Jerome raced back into his bedroom, back to Arial’s side. He shook her and called her name, then shook her again. She tossed, turned, and snorted a sluggish response. “Wake up,” he said. “We need to get out of here.” After a quick glance at the bedroom window, he placed his thumb and forefinger on one of her eyelids and pried her eye open. “Wake up!”

She jumped up and knocked him back, into the wall. “What…”

“We gotta go. Something isn’t right.” He glanced between the window and Arial and back again before he settled on her. He wasn’t sure he could describe the situation without sounding insane but he pushed ahead anyway. “The windows, I don’t think they can handle too much more. Let’s go downstairs till morning.”

Arial looked into his eyes, with hers half lidded. She hadn’t quite woken up fully and it didn’t look like she would reach a point where she could understand him.

He grabbed her robe from her closet door and took her hand in his. With a tug he pulled her out of the bed and she stumbled along behind him. The door to their basement was located in the hallway, halfway between the bedrooms and the living room. They would avoid any breaking windows in order to reach it.

Arial tugged and pulled to release his grip but she didn’t have command enough of her hands to give him much resistance. He had clamped tight around her wrist and wasn’t about to let it go. Even as he switched hands on her wrist to open the basement, she struggled to free herself from his grip.

As he was about to step into the stairwell, she twisted and freed her hand from his. She turned and stumbled away from him, toward the living room and the house’s front door. He caught her again before she could open it.

The look in Arial’s eyes stopped him cold. The world around him stopped, frozen in time as he debated his options. But he knew he could do only one thing, even though he was certain it would be the worst decision he ever made. He let her go.
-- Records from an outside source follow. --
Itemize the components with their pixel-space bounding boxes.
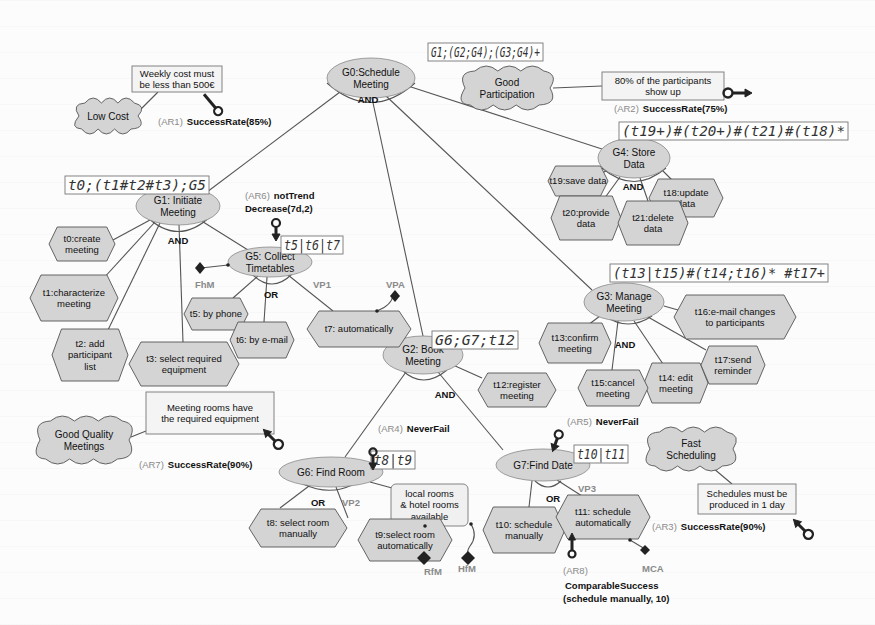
node-label: t7: automatically: [325, 323, 394, 334]
task-t9[interactable]: t9:select roomautomatically: [358, 519, 452, 561]
decomposition-label-or: OR: [264, 289, 278, 300]
node-label: t8: select room: [267, 517, 329, 528]
softgoal-fast-scheduling[interactable]: FastScheduling: [646, 427, 736, 471]
expression-text: t0;(t1#t2#t3);G5: [68, 177, 206, 193]
requirement-rule-cont: Decrease(7d,2): [245, 203, 313, 214]
node-label: Meeting: [405, 356, 441, 367]
expression-text: t10|t11: [577, 446, 625, 463]
task-t3[interactable]: t3: select requiredequipment: [129, 342, 239, 386]
runtime-expression-g0: G1;(G2;G4);(G3;G4)+: [428, 43, 543, 61]
requirement-text: (AR6)notTrend: [245, 190, 315, 201]
constraint-schedules-1day: Schedules must beproduced in 1 day: [698, 484, 796, 514]
node-label: manually: [279, 528, 317, 539]
node-label: Good: [495, 77, 519, 88]
node-label: Meetings: [64, 441, 105, 452]
node-label: Timetables: [246, 263, 295, 274]
decomposition-label-or: OR: [311, 497, 325, 508]
node-label: Weekly cost must: [140, 68, 215, 79]
goal-g6[interactable]: G6: Find Room: [279, 457, 383, 487]
task-t11[interactable]: t11: scheduleautomatically: [556, 495, 650, 539]
runtime-expression-g5: t5|t6|t7: [281, 236, 343, 254]
task-t0[interactable]: t0:createmeeting: [49, 227, 115, 261]
node-label: Meeting rooms have: [167, 402, 253, 413]
node-label: t0:create: [64, 233, 101, 244]
task-t20[interactable]: t20:providedata: [551, 196, 621, 240]
task-t10[interactable]: t10: schedulemanually: [483, 507, 565, 553]
goal-g4[interactable]: G4: StoreData: [598, 138, 670, 178]
node-label: Schedules must be: [707, 488, 788, 499]
requirement-rule-args: (schedule manually, 10): [563, 593, 669, 604]
node-label: meeting: [596, 388, 630, 399]
task-t21[interactable]: t21:deletedata: [618, 201, 688, 245]
node-label: t16:e-mail changes: [695, 306, 776, 317]
node-label: Data: [623, 159, 645, 170]
node-label: meeting: [659, 383, 693, 394]
task-t13[interactable]: t13:confirmmeeting: [539, 323, 611, 363]
node-label: produced in 1 day: [709, 499, 785, 510]
constraint-weekly-cost: Weekly cost mustbe less than 500€: [132, 66, 222, 92]
node-label: meeting: [500, 390, 534, 401]
node-label: 80% of the participants: [615, 75, 712, 86]
node-label: t3: select required: [146, 353, 222, 364]
requirement-ar5: (AR5)NeverFail: [567, 416, 639, 427]
node-label: data: [644, 223, 663, 234]
task-t12[interactable]: t12:registermeeting: [478, 373, 556, 407]
node-label: t20:provide: [562, 207, 609, 218]
task-t16[interactable]: t16:e-mail changesto participants: [674, 295, 796, 339]
node-label: t13:confirm: [552, 332, 599, 343]
constraint-rooms-equipment: Meeting rooms havethe required equipment: [146, 392, 274, 434]
node-label: participant: [68, 349, 112, 360]
requirement-ar6: (AR6)notTrendDecrease(7d,2): [245, 190, 315, 214]
node-label: t6: by e-mail: [236, 334, 288, 345]
node-label: t10: schedule: [496, 519, 553, 530]
note-label: & hotel rooms: [400, 499, 459, 510]
node-label: G1: Initiate: [154, 195, 203, 206]
pin-icon-ar2: [724, 89, 753, 98]
node-label: meeting: [57, 298, 91, 309]
requirement-ar7: (AR7)SuccessRate(90%): [139, 459, 252, 470]
task-t8[interactable]: t8: select roommanually: [249, 509, 347, 547]
decomposition-label-and: AND: [358, 94, 379, 105]
note-label: local rooms: [405, 488, 454, 499]
goal-g3[interactable]: G3: ManageMeeting: [584, 283, 664, 321]
task-t2[interactable]: t2: addparticipantlist: [52, 329, 128, 381]
node-label: manually: [505, 530, 543, 541]
node-label: Meeting: [353, 79, 389, 90]
node-label: Low Cost: [87, 111, 129, 122]
task-t1[interactable]: t1:characterizemeeting: [30, 275, 118, 321]
runtime-expression-g3: (t13|t15)#(t14;t16)* #t17+: [610, 264, 828, 282]
node-label: Scheduling: [666, 450, 715, 461]
pin-icon-ar6: [272, 219, 280, 241]
node-label: G3: Manage: [596, 291, 651, 302]
task-t19[interactable]: t19:save data: [548, 166, 608, 196]
task-t15[interactable]: t15:cancelmeeting: [578, 370, 648, 406]
task-t14[interactable]: t14: editmeeting: [644, 363, 708, 403]
decomposition-label-and: AND: [615, 339, 636, 350]
softgoal-low-cost[interactable]: Low Cost: [75, 98, 142, 134]
node-label: t15:cancel: [591, 377, 634, 388]
node-label: meeting: [65, 244, 99, 255]
node-label: t19:save data: [549, 175, 607, 186]
node-label: t11: schedule: [575, 506, 631, 517]
task-t7[interactable]: t7: automatically: [307, 311, 411, 347]
requirement-text: (AR3)SuccessRate(90%): [652, 521, 765, 532]
node-label: Participation: [479, 89, 534, 100]
node-label: t12:register: [493, 379, 541, 390]
node-label: to participants: [705, 317, 764, 328]
node-label: data: [577, 218, 596, 229]
node-label: G6: Find Room: [297, 467, 365, 478]
requirement-tag: (AR8): [563, 565, 588, 576]
softgoal-good-quality[interactable]: Good QualityMeetings: [36, 416, 132, 464]
node-label: meeting: [558, 343, 592, 354]
task-t17[interactable]: t17:sendreminder: [701, 346, 765, 384]
requirement-text: (AR1)SuccessRate(85%): [158, 116, 271, 127]
constraint-participants-show: 80% of the participantsshow up: [602, 72, 724, 100]
node-label: t17:send: [715, 354, 751, 365]
node-label: reminder: [714, 365, 752, 376]
requirement-ar1: (AR1)SuccessRate(85%): [158, 116, 271, 127]
variation-label-vp3: VP3: [578, 483, 596, 494]
softgoal-good-participation[interactable]: GoodParticipation: [461, 66, 553, 110]
goal-g0[interactable]: G0:ScheduleMeeting: [327, 58, 415, 98]
node-label: Meeting: [160, 207, 196, 218]
task-t6[interactable]: t6: by e-mail: [230, 322, 294, 358]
With an air of grace she straightened up and adjusted her night shirt. She stepped away from Jerome, closer to the front door. Without a word she twisted the handle and pulled the door open.

He cringed, with his hands up to protect his face and neck. He expected the worst, or something. To be honest with himself, he wasn’t sure what it was he expected. But it didn’t matter. The area in front of their door was empty. Nothing waited for them to escape their home.

“I’m going back to bed.” Arial scratched her head and went down the hall without a glance in Jerome’s direction.

He peered out the door and across the street. The neighbors house sat in darkness. The street light between their houses had gone dark sometime before. Even then the house across the street sat in a darkness that felt wrong to Jerome. He had been so sure, but the summer air outside felt clammy thick. A storm was coming but he wasn’t sure when it would hit.